(Pixel coordinate grounding data)
● ● ●

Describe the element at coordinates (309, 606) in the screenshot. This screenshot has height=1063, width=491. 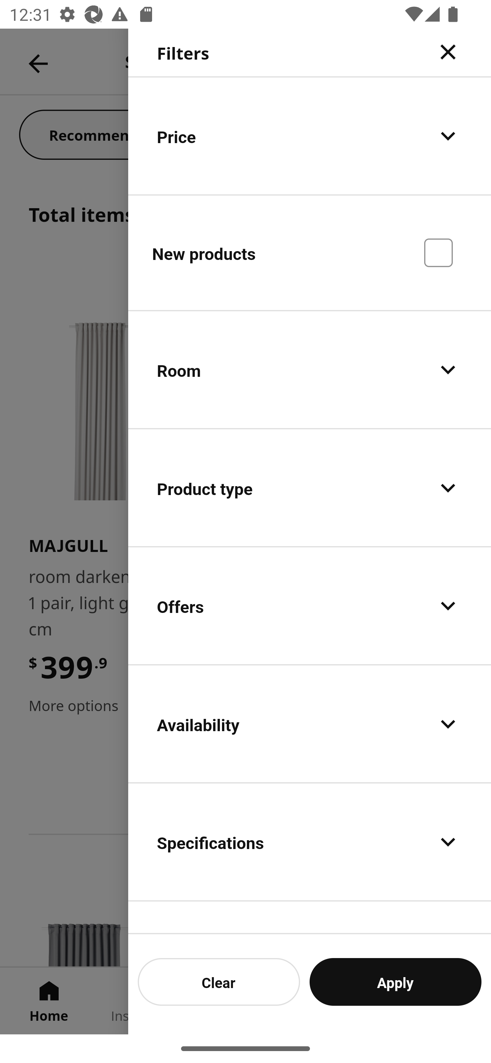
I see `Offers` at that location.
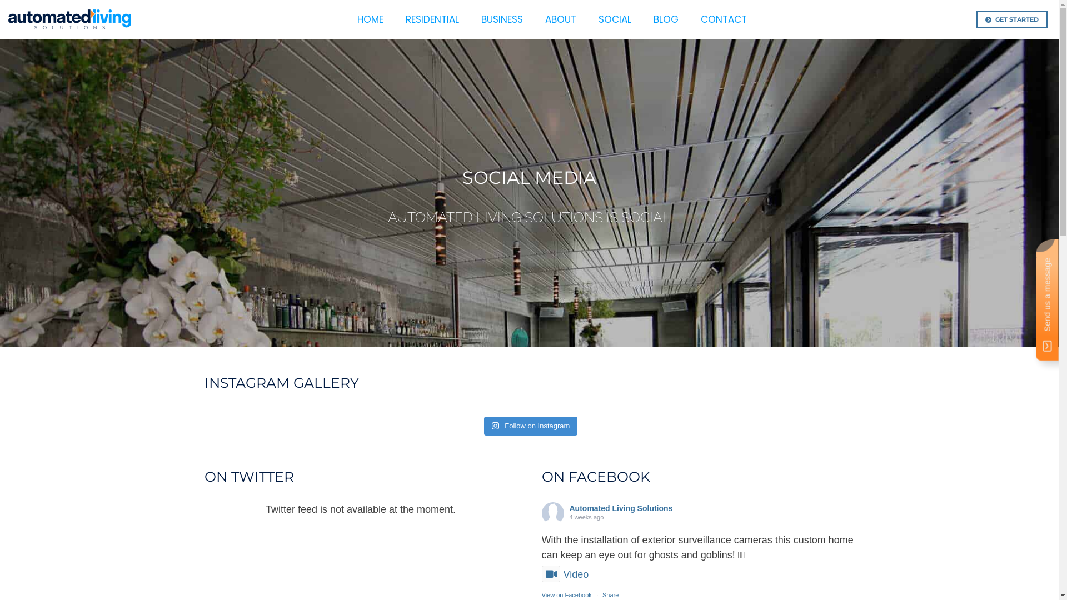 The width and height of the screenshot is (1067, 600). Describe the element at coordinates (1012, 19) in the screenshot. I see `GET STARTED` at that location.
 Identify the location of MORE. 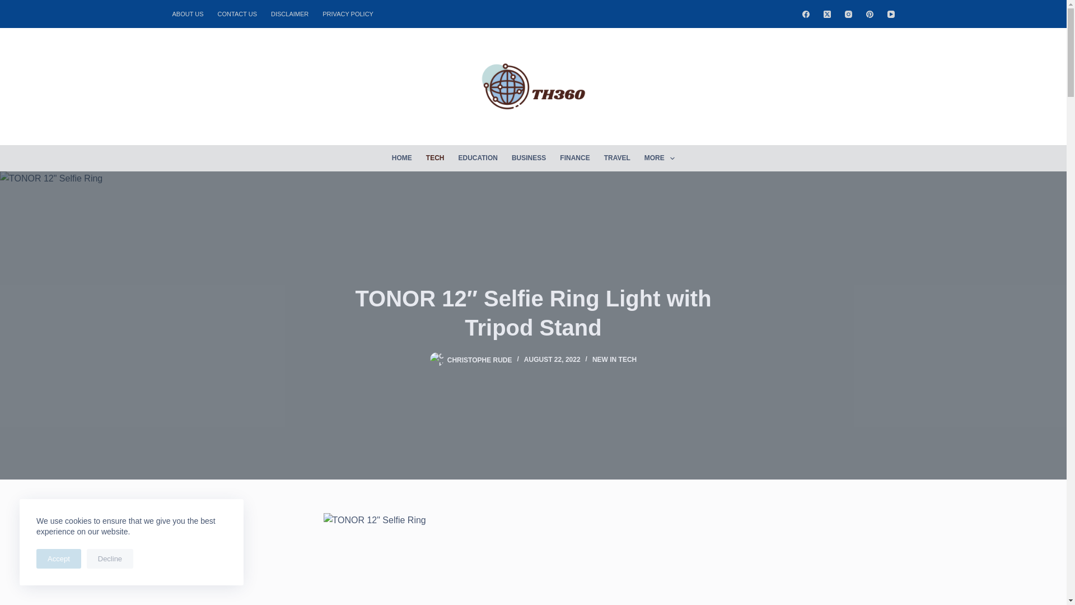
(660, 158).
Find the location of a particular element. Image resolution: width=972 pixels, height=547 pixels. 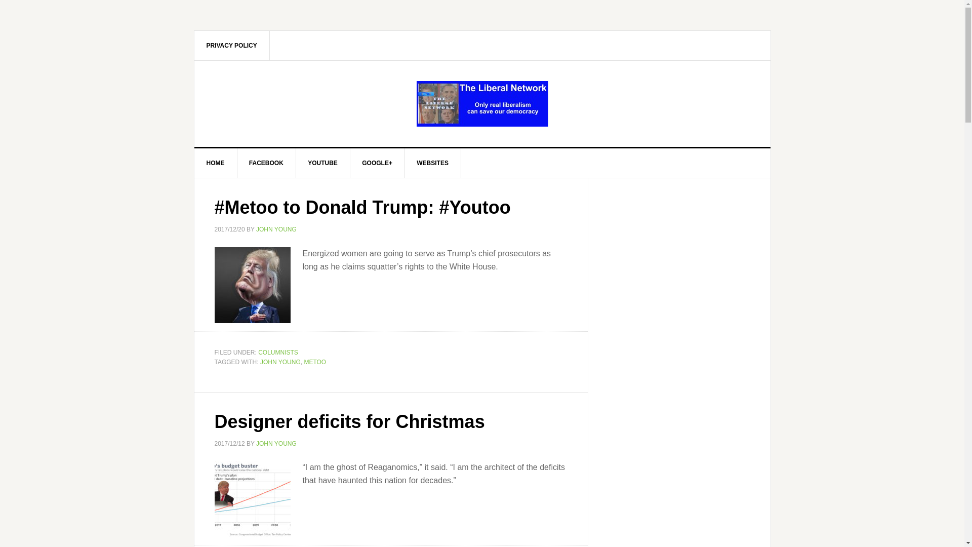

● ● ●

Could you output every record above exactly as written, leaving out the pictures?

| Problem solution |
Describe the element at coordinates (309, 606) in the screenshot. This screenshot has height=1063, width=491. 
I see `Offers` at that location.
 The width and height of the screenshot is (1067, 600). Describe the element at coordinates (1012, 19) in the screenshot. I see `GET STARTED` at that location.
 Identify the location of MORE. 
(660, 158).
Find the location of a particular element. Image resolution: width=972 pixels, height=547 pixels. 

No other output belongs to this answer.